Hours passed, and hope waned. The child had fallen into a very, very deep pit - when he was finally found, three hours after the start of his ordeal, he was 11 feet below the surface of the sand.
He spent weeks in the hospital's intensive care unit, including several days on a ventilator, clinging to life. Ultimately, he recovered, and doctors believe he is remarkably lucky; by all means, he should have died, suffocated below the crushing weight of the sand. So, what happened that afternoon? Why had a solid dune given way, and how did the boy it took with it make it out alive?
The park closed pending an investigation. What scientists found was fascinating.
The first group discovered that the strange impressions in the dune that had attracted Nathan's attention in the first place occurred over strange, anomalous gaps beneath the sand. A crew of geologists was called in to investigate from there.

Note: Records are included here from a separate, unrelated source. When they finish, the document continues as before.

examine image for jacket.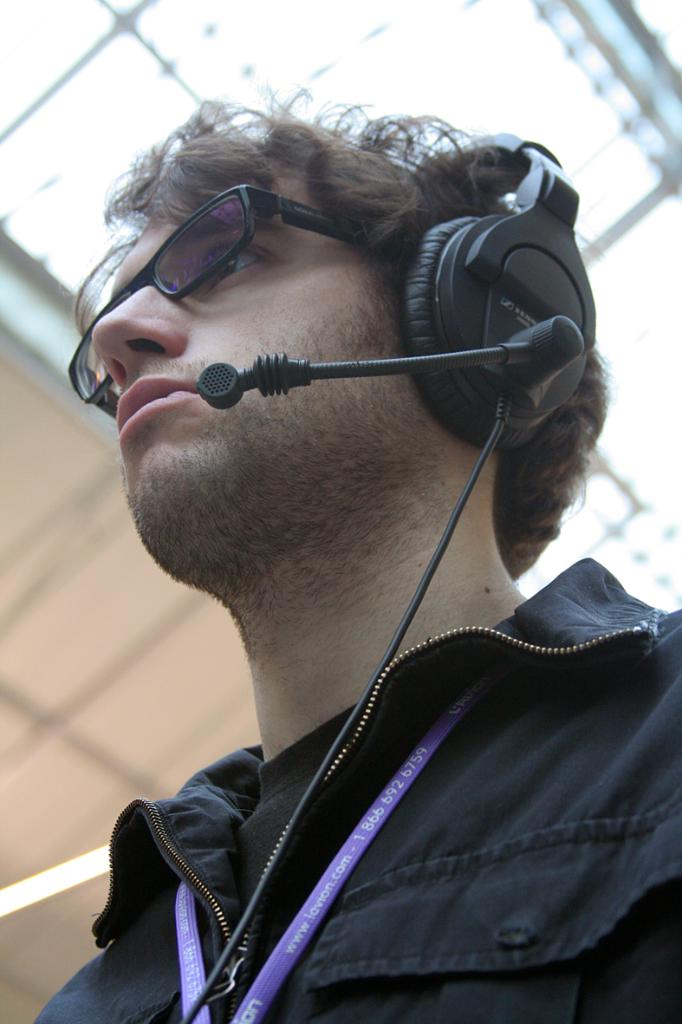
Examination result: bbox(68, 631, 656, 1023).
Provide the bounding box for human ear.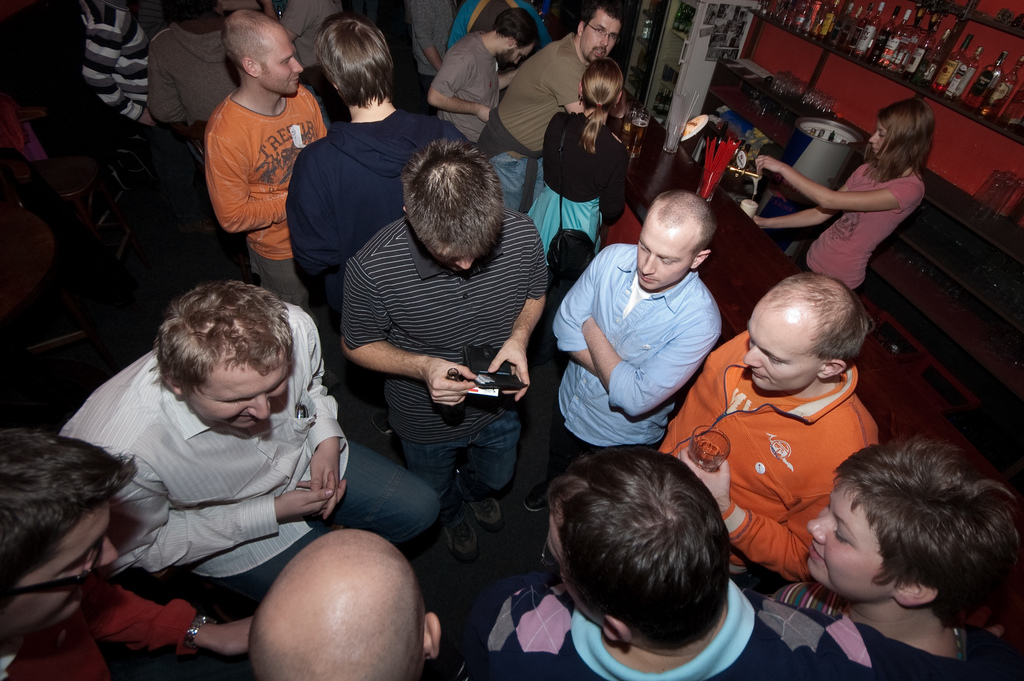
[333,85,337,90].
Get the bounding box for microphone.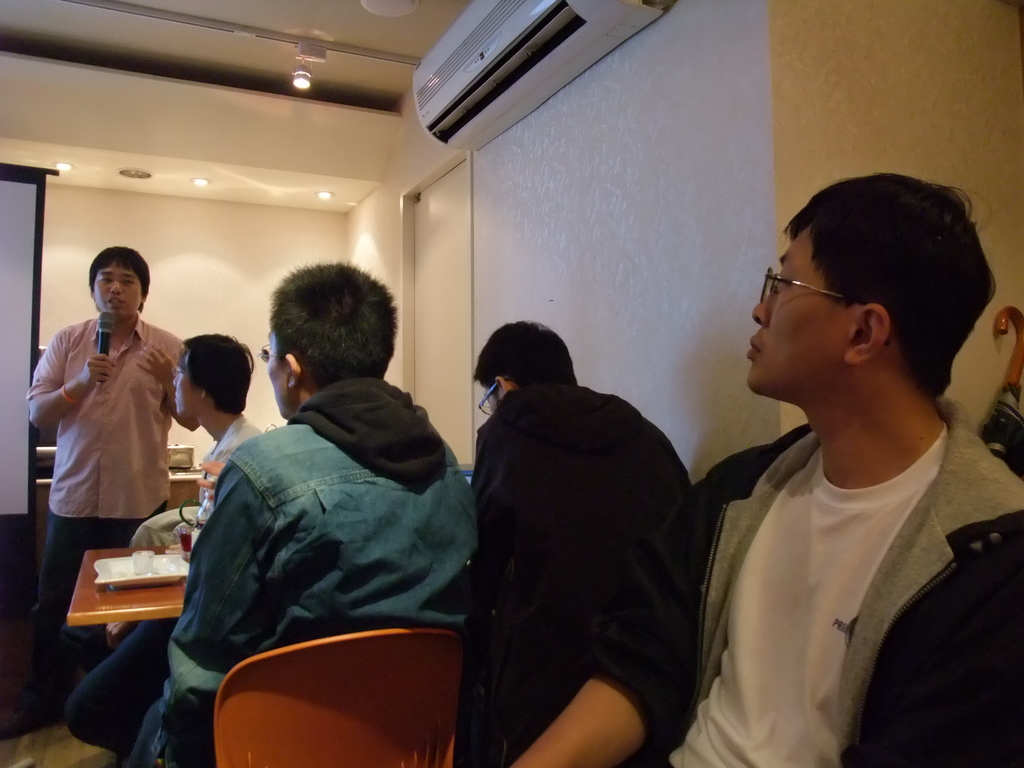
96/312/113/384.
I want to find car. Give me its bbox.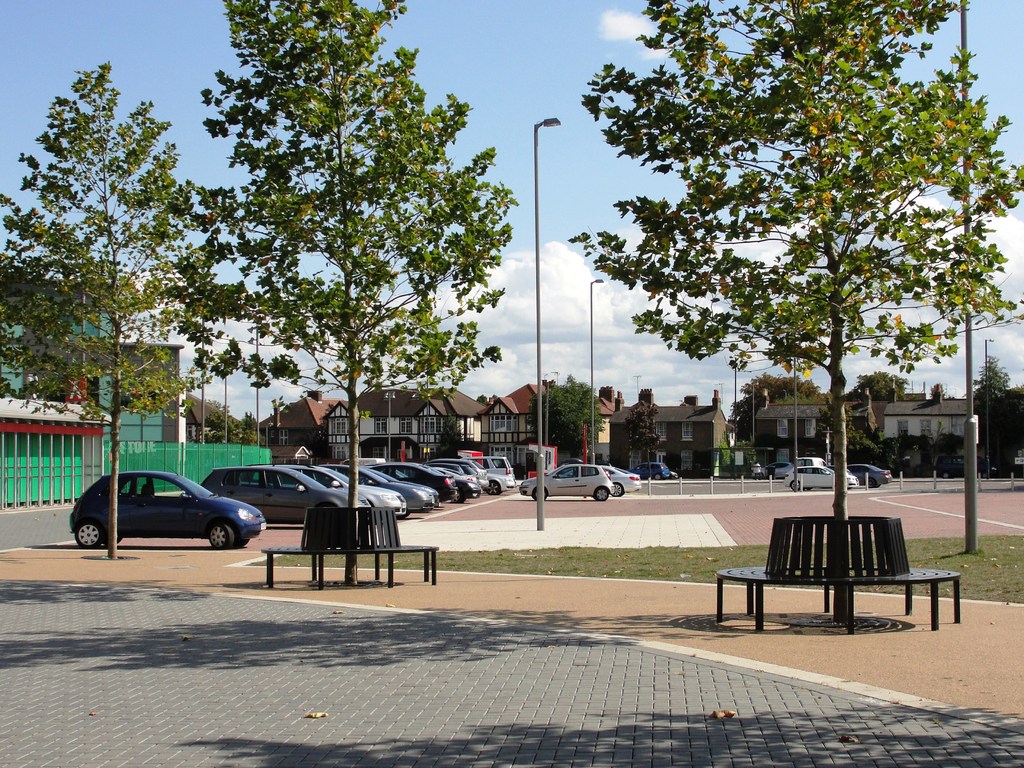
box(471, 457, 519, 490).
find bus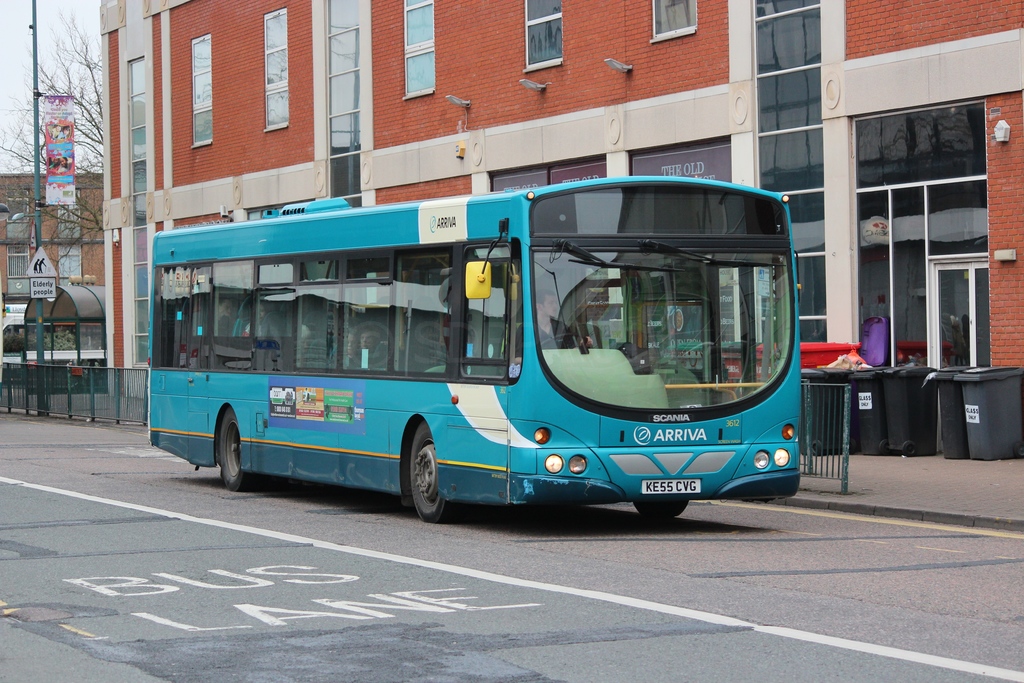
locate(145, 175, 802, 524)
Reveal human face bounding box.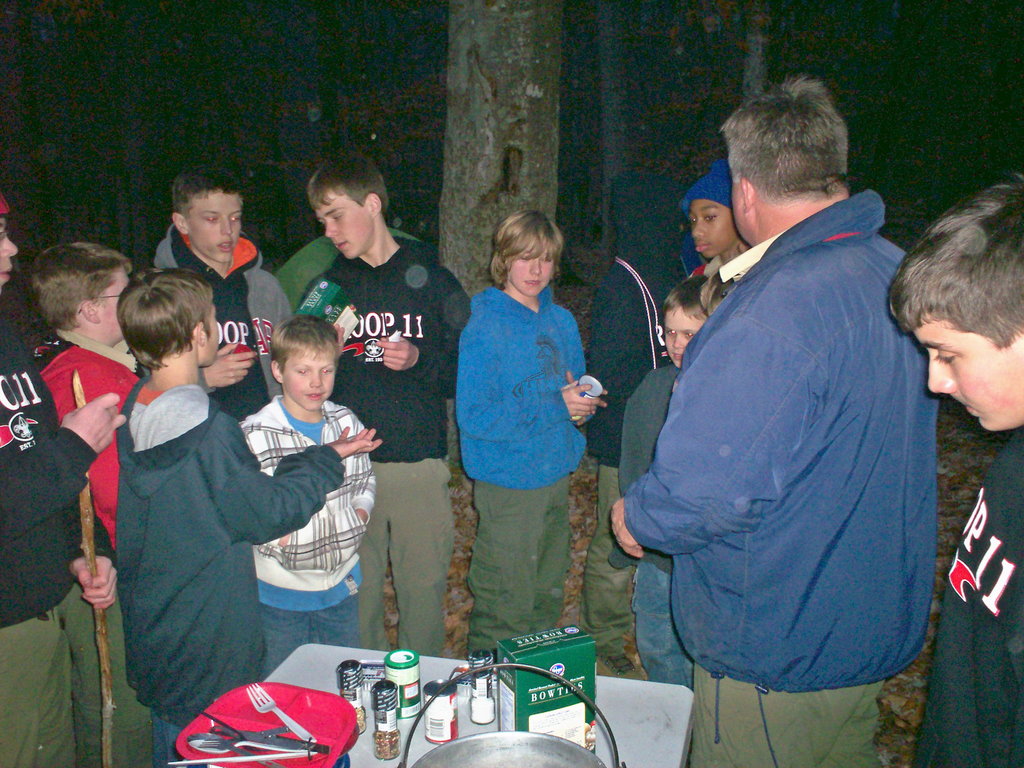
Revealed: x1=206, y1=301, x2=220, y2=362.
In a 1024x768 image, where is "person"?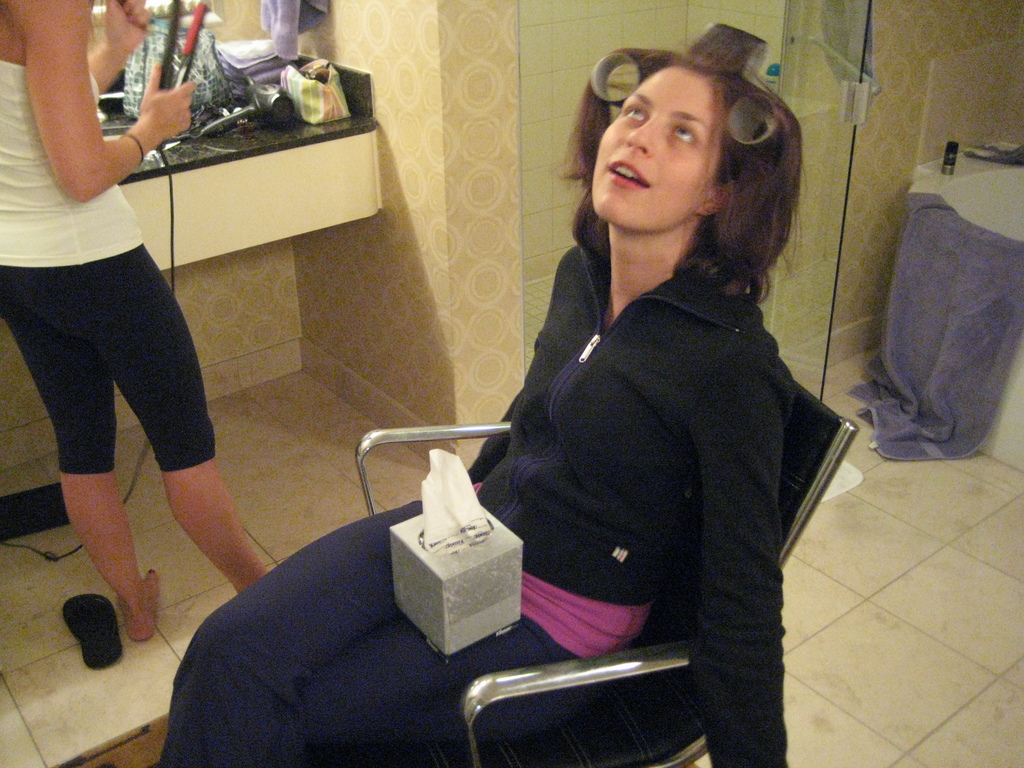
[left=161, top=19, right=792, bottom=767].
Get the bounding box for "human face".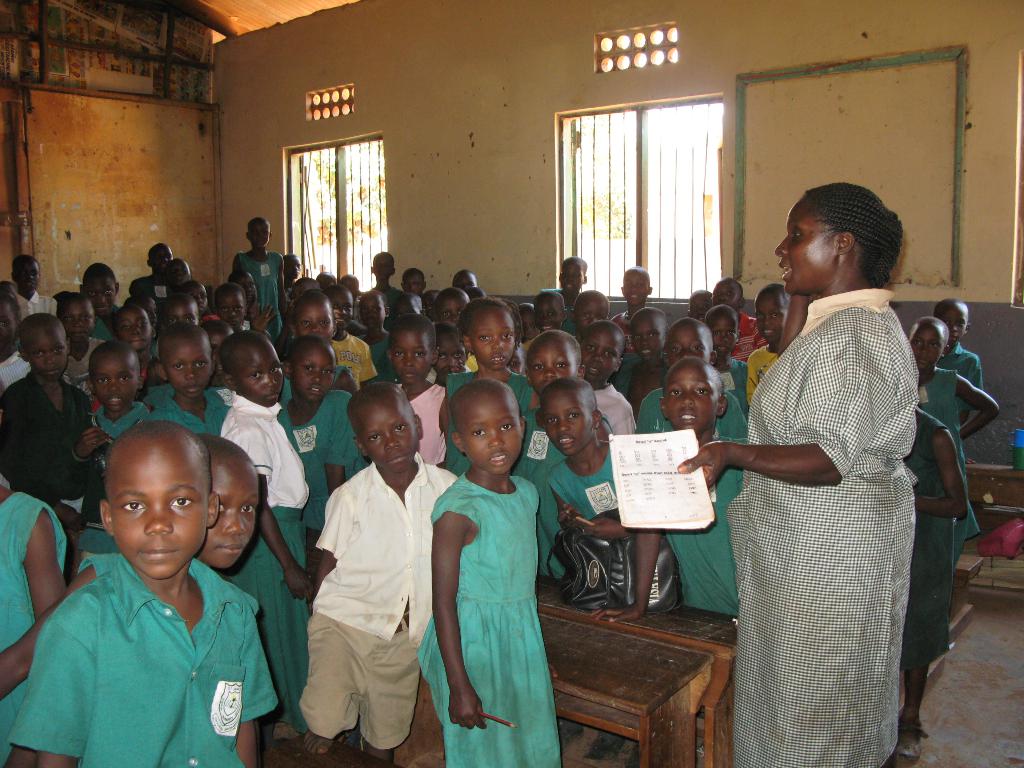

Mt. Baldy, like many dunes at the Indiana Dunes National Lakeshore, had covered up other dunes over hundreds of years.
An ancient dune uncovered beneath Mt. Baldy had once been peppered with trees, much like other dunes seen at the park today. During wet years (which early 2013 had been), water crept into the decaying wooden trunks and branches of these buried trees of yore, hastening their decomposition process. Eventually, the trees were gone. The result was perfect holes underneath the surface of the dunes where trees had been.
Over time, sand began to creep into these holes, causing the depressions in the surface.
Nathan's body weight was enough to collapse the remainder of the roof to a tree-hole, where he spent three hours as family and rescuers desperately tried to find him. Miraculously, there was a pocket of air that accompanied Nathan beneath the dune - which likely saved his life. Also incredibly, he suffered no brain damage from the time he spent deprived of oxygen.
Park officials made the decision to close Mt. Baldy to the public – there are many more tree-bored holes in ancient dunes beneath its surface, and what happened to Nathan could happen again if folks were able to walk about the dune freely like they were able to before. Today, people can still visit Indiana Dunes National Lakeshore, but they can no longer clamber up the largest dune in the park. It’s impossible to forget the time that a six-year-old boy was swallowed by a dune in Indiana, but it was a lesson well-learned with a happy ending as well (thank goodness).